Many acquired businesses operate as lifestyle companies with deeply embedded values. Successful integration demands understanding these foundations whilst introducing professional growth strategies and venture capital ambitions.

The Most Dangerous Mistake in Acquisition Growth

Poor timing ranks as the most common acquisition pitfall. Companies often force acquisitions to meet arbitrary bonus targets or revenue numbers without considering long-term market sustainability.

“Trying to force feed something that might not fit down the road, but fits right now” creates expensive problems later. Historical examples include media groups attempting to enter operator businesses without accurately projecting market costs and regulatory changes.

Rooney’s team learned this lesson through early overconfidence. “The common mistake that I think that we made early on was belief of ability to scale at a huge level right away.” Successful scaling requires patience, learning, and gradual implementation of growth strategies.

Maintaining Momentum During Post-Acquisition Integration

The post-acquisition period demands careful balance between change and continuity. Rooney’s approach focuses on immediate customer benefits rather than operational overhauls.

“We want to make sure that they are on the parent company’s support side as well, not just the brand that they’ve been supporting,” he explains. This strategy involves providing existing subscribers with additional value through cross-brand access and enhanced services.

Cost optimisation happens simultaneously but remains secondary to customer retention. The goal is demonstrating acquisition benefits to existing users whilst identifying operational redundancies.

Growing Acquired Brands Without Losing Original Communities

Original community members often feel ownership of lifestyle brands through their long-term engagement and loyalty. These “OGs” require special attention during transition periods.

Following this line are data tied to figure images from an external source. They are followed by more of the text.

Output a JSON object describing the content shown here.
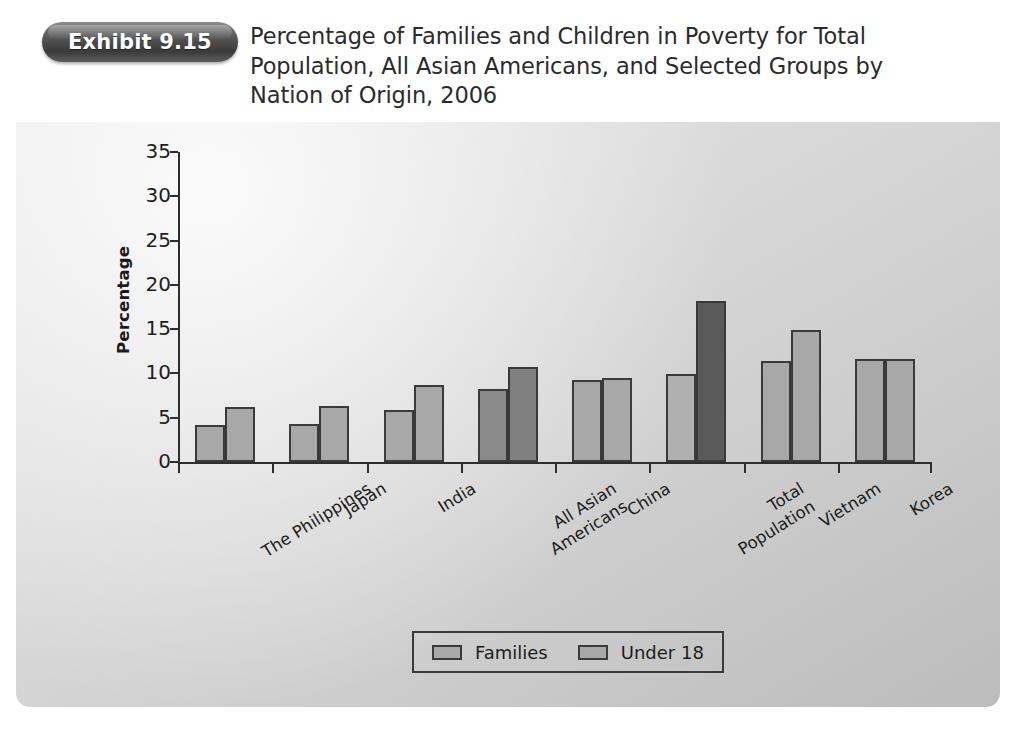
{
  "exhibit": {
    "badge_label": "Exhibit 9.15"
  },
  "title": "Percentage of Families and Children in Poverty for Total Population, All Asian Americans, and Selected Groups by Nation of Origin, 2006",
  "chart_data": {
    "type": "bar",
    "title": "Percentage of Families and Children in Poverty for Total Population, All Asian Americans, and Selected Groups by Nation of Origin, 2006",
    "xlabel": "",
    "ylabel": "Percentage",
    "ylim": [
      0,
      35
    ],
    "yticks": [
      "0",
      "5",
      "10",
      "15",
      "20",
      "25",
      "30",
      "35"
    ],
    "grid": false,
    "legend_position": "bottom-center",
    "categories": [
      "The Philippines",
      "Japan",
      "India",
      "All Asian Americans",
      "China",
      "Total Population",
      "Vietnam",
      "Korea"
    ],
    "category_lines": [
      [
        "The Philippines"
      ],
      [
        "Japan"
      ],
      [
        "India"
      ],
      [
        "All Asian",
        "Americans"
      ],
      [
        "China"
      ],
      [
        "Total",
        "Population"
      ],
      [
        "Vietnam"
      ],
      [
        "Korea"
      ]
    ],
    "series": [
      {
        "name": "Families",
        "values": [
          4.2,
          4.3,
          5.9,
          8.3,
          9.3,
          9.9,
          11.4,
          11.6
        ],
        "color": "#a8a8a8",
        "highlight_colors": {
          "3": "#8a8a8a",
          "5": "#b0b0b0"
        }
      },
      {
        "name": "Under 18",
        "values": [
          6.2,
          6.3,
          8.7,
          10.7,
          9.5,
          18.2,
          14.9,
          11.6
        ],
        "color": "#a8a8a8",
        "highlight_colors": {
          "3": "#808080",
          "5": "#5a5a5a"
        }
      }
    ]
  },
  "legend": {
    "items": [
      {
        "label": "Families",
        "color": "#a8a8a8"
      },
      {
        "label": "Under 18",
        "color": "#a8a8a8"
      }
    ]
  },
  "colors": {
    "panel_light": "#e6e6e6",
    "panel_dark": "#bcbcbc",
    "bar_default": "#a8a8a8",
    "bar_dark": "#808080",
    "bar_darkest": "#5a5a5a",
    "axis": "#2e2e2e",
    "badge": "#4c4c4c"
  }
}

“The OGs are the loudest voices and the most comfortable and people tend to follow that kind of support,” Rooney observes. Successful integration involves direct communication with power users, grandfathering existing pricing, and transparent explanation of changes.

Community retention forms the nucleus of sustainable growth. Search algorithms and AI tools make organic discovery increasingly difficult, making loyal communities more valuable than ever.

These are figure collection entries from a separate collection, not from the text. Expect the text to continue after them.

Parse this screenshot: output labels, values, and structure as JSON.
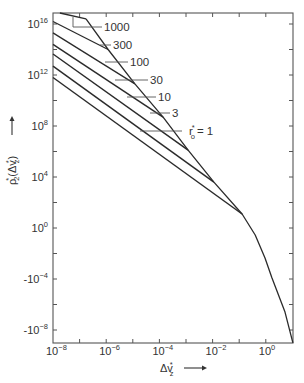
{
  "chart_data": {
    "type": "line",
    "title": "",
    "xlabel": "Δv_z*",
    "ylabel": "ρ_2*(Δv_z*)",
    "xscale": "log",
    "yscale": "log",
    "xlim": [
      1e-08,
      10
    ],
    "ylim": [
      1e-09,
      5e+16
    ],
    "x_ticks": [
      {
        "exp": -8,
        "label": "10",
        "sup": "−8"
      },
      {
        "exp": -6,
        "label": "10",
        "sup": "−6"
      },
      {
        "exp": -4,
        "label": "10",
        "sup": "−4"
      },
      {
        "exp": -2,
        "label": "10",
        "sup": "−2"
      },
      {
        "exp": 0,
        "label": "10",
        "sup": "0"
      }
    ],
    "y_ticks": [
      {
        "exp": 16,
        "label": "10",
        "sup": "16"
      },
      {
        "exp": 12,
        "label": "10",
        "sup": "12"
      },
      {
        "exp": 8,
        "label": "10",
        "sup": "8"
      },
      {
        "exp": 4,
        "label": "10",
        "sup": "4"
      },
      {
        "exp": 0,
        "label": "10",
        "sup": "0"
      },
      {
        "exp": -4,
        "label": "-10",
        "sup": "−4"
      },
      {
        "exp": -8,
        "label": "-10",
        "sup": "−8"
      }
    ],
    "grid": false,
    "legend": "inline labels with leader lines",
    "series_note": "points given as [log10(x), log10(y)]",
    "series": [
      {
        "name": "r0* = 1",
        "label": "r₀* = 1",
        "points": [
          [
            -8,
            11.8
          ],
          [
            -0.89,
            1.1
          ]
        ],
        "label_pos": {
          "x": 189,
          "y": 131,
          "leader": [
            140,
            182
          ]
        }
      },
      {
        "name": "r0* = 3",
        "label": "3",
        "points": [
          [
            -8,
            12.7
          ],
          [
            -1.95,
            3.6
          ]
        ],
        "label_pos": {
          "x": 172,
          "y": 113,
          "leader": [
            150,
            170
          ]
        }
      },
      {
        "name": "r0* = 10",
        "label": "10",
        "points": [
          [
            -8,
            13.65
          ],
          [
            -2.92,
            6.1
          ]
        ],
        "label_pos": {
          "x": 158,
          "y": 97,
          "leader": [
            127,
            156
          ]
        }
      },
      {
        "name": "r0* = 30",
        "label": "30",
        "points": [
          [
            -8,
            14.4
          ],
          [
            -3.86,
            8.7
          ]
        ],
        "label_pos": {
          "x": 150,
          "y": 80,
          "leader": [
            115,
            148
          ]
        }
      },
      {
        "name": "r0* = 100",
        "label": "100",
        "points": [
          [
            -8,
            15.3
          ],
          [
            -4.92,
            11.3
          ]
        ],
        "label_pos": {
          "x": 130,
          "y": 62,
          "leader": [
            105,
            128
          ]
        }
      },
      {
        "name": "r0* = 300",
        "label": "300",
        "points": [
          [
            -8,
            16.2
          ],
          [
            -5.93,
            14.0
          ]
        ],
        "label_pos": {
          "x": 113,
          "y": 45,
          "leader": [
            100,
            111
          ]
        }
      },
      {
        "name": "r0* = 1000",
        "label": "1000",
        "points": [
          [
            -7.74,
            16.86
          ],
          [
            -6.76,
            16.4
          ]
        ],
        "label_pos": {
          "x": 104,
          "y": 27,
          "leader": [
            73,
            102
          ]
        }
      }
    ],
    "envelope": {
      "name": "common envelope",
      "points": [
        [
          -6.76,
          16.4
        ],
        [
          -5.93,
          14.0
        ],
        [
          -4.92,
          11.3
        ],
        [
          -3.86,
          8.7
        ],
        [
          -2.92,
          6.1
        ],
        [
          -1.95,
          3.6
        ],
        [
          -0.89,
          1.1
        ],
        [
          -0.4,
          -0.55
        ],
        [
          -0.03,
          -2.35
        ],
        [
          0.23,
          -3.9
        ],
        [
          0.72,
          -6.6
        ],
        [
          1.02,
          -9.0
        ]
      ]
    }
  },
  "labels": {
    "xlabel_main": "Δv",
    "xlabel_sub": "z",
    "xlabel_star": "*",
    "ylabel_main": "ρ",
    "ylabel_sub": "2",
    "ylabel_arg": "(Δv",
    "ylabel_arg_sub": "z",
    "ylabel_close": ")",
    "r_label_main": "r",
    "r_label_sub": "o",
    "r_label_eq": "= 1"
  },
  "style": {
    "line_color": "#2b2b2b",
    "axis_color": "#555555",
    "background": "#ffffff"
  }
}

Why Media Rollups Often Fail Long-Term

Many media rollups struggle due to controllable and uncontrollable factors. Regulatory changes and market conditions create external pressures, but internal mistakes prove more damaging.

“Misunderstanding the brand that you own or the brand that you have and how consumers see those brands” leads to strategic errors. Companies often overestimate their brand’s transformative power whilst underestimating existing customer relationships.

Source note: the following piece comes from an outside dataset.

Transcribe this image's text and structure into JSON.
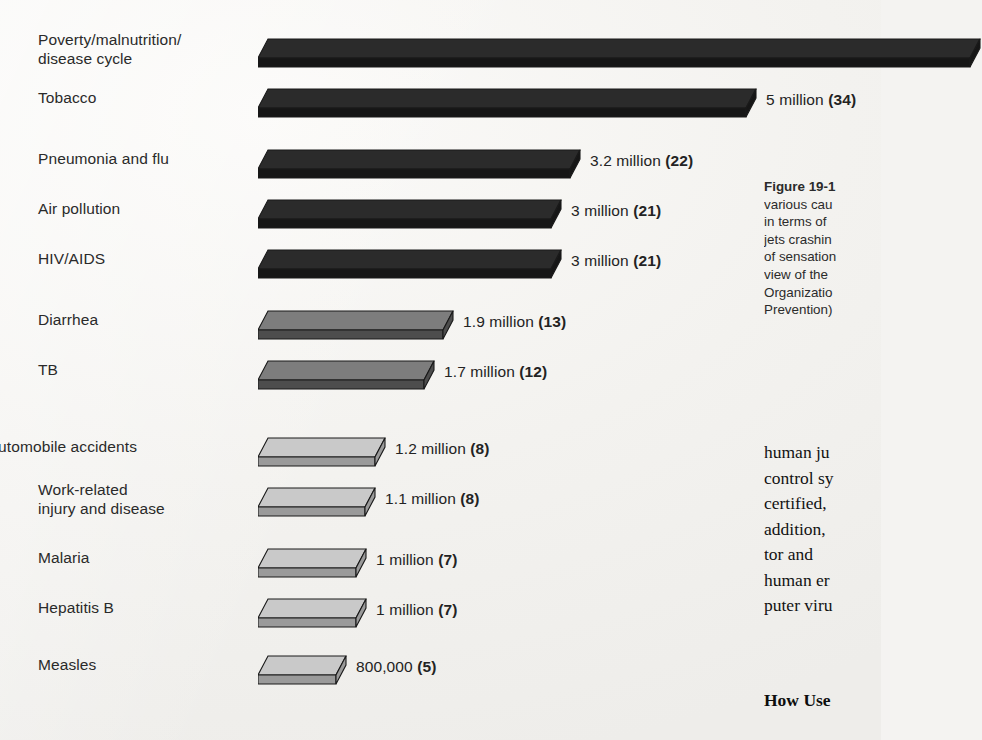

Additionally, acquiring too many similar companies creates dangerous concentration risk. Diversification across traffic sources, seasonal patterns, and revenue streams provides better stability than portfolio depth in single verticals.

Key Takeaways for Acquisition Success

Smart acquirers evaluate strategic fit alongside financial metrics, understanding that cultural alignment becomes critical as portfolios grow. They avoid forcing timeline pressures and instead focus on sustainable long-term integration.

Post-acquisition success demands immediate customer value creation whilst respecting existing community structures. Original supporters need direct communication and transparent change explanations to maintain loyalty.

Finally, diversification trumps concentration in building resilient brand portfolios. The most successful strategies spread risk across different traffic sources, seasonal patterns, and customer segments.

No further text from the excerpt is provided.